In the years to come, they have to endure an almost complete loss
of privacy as well as economic deprivation and the omnipresent threat of
capricious punishment. Alexei adjusts to these degrading circumstances with a
coolness that Marie cannot understand and ultimately cannot tolerate. She vows
that she will find a way to escape back to freedom, but Alexei counsels her to
make accommodations in a way she finds infuriating. Eventually, then, though
Alexei always protests his love for Marie, they drift apart, Alexei into a
relationship of convenience with the slutty manager of their communal
residence, and Marie into an April-July liaison with 17-year-old Sacha
Vassiliev (Serguei Bodrov Jr.), an embittered but handsome and determined
youngster who shares Marie's lust for freedom. Eventually, when French actress
Gabrielle Develay (the great Catherine Deneuve, who inhabits this role with
all the appropriate majesty just by showing up and speaking her lines)

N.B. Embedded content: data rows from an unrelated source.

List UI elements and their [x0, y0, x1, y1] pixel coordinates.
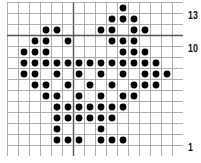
stitch-dot [43, 27, 50, 34]
stitch-dot [43, 38, 50, 45]
row-number-label: 13 [188, 10, 198, 21]
stitch-dot [54, 115, 61, 122]
stitch-dot [142, 27, 149, 34]
stitch-dot [109, 104, 116, 111]
stitch-dot [109, 82, 116, 89]
stitch-dot [153, 82, 160, 89]
stitch-dot [65, 104, 72, 111]
stitch-dot [54, 104, 61, 111]
stitch-dot [21, 71, 28, 78]
stitch-dot [87, 82, 94, 89]
stitch-dot [164, 71, 171, 78]
stitch-dot [120, 93, 127, 100]
stitch-dot [65, 137, 72, 144]
stitch-dot [76, 71, 83, 78]
stitch-dot [131, 38, 138, 45]
stitch-dot [98, 137, 105, 144]
stitch-dot [142, 71, 149, 78]
stitch-dot [54, 137, 61, 144]
stitch-dot [142, 60, 149, 67]
stitch-dot [120, 16, 127, 23]
stitch-dot [21, 49, 28, 56]
stitch-dot [98, 27, 105, 34]
stitch-dot [32, 71, 39, 78]
stitch-dot [153, 60, 160, 67]
stitch-dot [65, 115, 72, 122]
stitch-dot [54, 71, 61, 78]
stitch-dot [87, 60, 94, 67]
stitch-dot [109, 137, 116, 144]
stitch-dot [131, 16, 138, 23]
stitch-dot [131, 93, 138, 100]
stitch-dot [98, 115, 105, 122]
stitch-dot [109, 27, 116, 34]
stitch-dot [131, 82, 138, 89]
stitch-dot [109, 38, 116, 45]
stitch-dot [32, 38, 39, 45]
stitch-dot [87, 115, 94, 122]
stitch-dot [65, 60, 72, 67]
stitch-dot [76, 60, 83, 67]
row-number-label: 10 [188, 43, 198, 54]
stitch-dot [98, 71, 105, 78]
stitch-dot [131, 49, 138, 56]
stitch-dot [43, 60, 50, 67]
stitch-dot [120, 38, 127, 45]
stitch-dot [76, 115, 83, 122]
stitch-dot [120, 49, 127, 56]
stitch-dot [43, 49, 50, 56]
stitch-dot [32, 49, 39, 56]
stitch-dot [21, 60, 28, 67]
stitch-dot [32, 82, 39, 89]
stitch-dot [65, 38, 72, 45]
stitch-chart [7, 2, 183, 156]
stitch-dot [76, 104, 83, 111]
stitch-dot [98, 93, 105, 100]
stitch-dot [76, 137, 83, 144]
stitch-dot [131, 60, 138, 67]
stitch-dot [142, 82, 149, 89]
stitch-dot [120, 5, 127, 12]
stitch-dot [109, 16, 116, 23]
stitch-dot [43, 93, 50, 100]
stitch-dot [43, 82, 50, 89]
stitch-dot [32, 60, 39, 67]
stitch-dot [120, 60, 127, 67]
chart-grid [7, 2, 183, 156]
row-number-label: 1 [188, 142, 193, 153]
stitch-dot [98, 60, 105, 67]
stitch-dot [65, 82, 72, 89]
stitch-dot [54, 60, 61, 67]
stitch-dot [120, 137, 127, 144]
stitch-dot [76, 93, 83, 100]
stitch-dot [54, 27, 61, 34]
stitch-dot [109, 115, 116, 122]
stitch-dot [120, 104, 127, 111]
stitch-dot [54, 126, 61, 133]
stitch-dot [153, 71, 160, 78]
stitch-dot [109, 60, 116, 67]
stitch-dot [142, 49, 149, 56]
stitch-dot [131, 27, 138, 34]
stitch-dot [98, 126, 105, 133]
stitch-dot [98, 104, 105, 111]
stitch-dot [87, 104, 94, 111]
stitch-dot [120, 71, 127, 78]
stitch-dot [54, 93, 61, 100]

brings a theatrical troupe to Kiev, Marie elicits the performer's assistance
and gets sent to a labor camp instead.
East-West is memorably acted by all involved. As we move
from the tumult and dislocation of the Yeltsin years into the opaqueness of the
Putin era, it's a timely reminder of what life was like during the long
darkness behind the Iron Curtain. Though white Europeans and North Americans
seem to have escaped from such tyranny now, state dictatorship continues to
flourish in China and North Korea while the cult of personality reigns in Cuba
and across Africa. Dark-skinned people around the globe continue to face the
brutality endured by the white-faced people in this film, and the picture
serves as a plea that we not forget them. Moreover, this film is a subtle
inquiry into the strategy of protest. If successful, dissidence in the name of
freedom is no less heroic for being waged quietly and from the inside.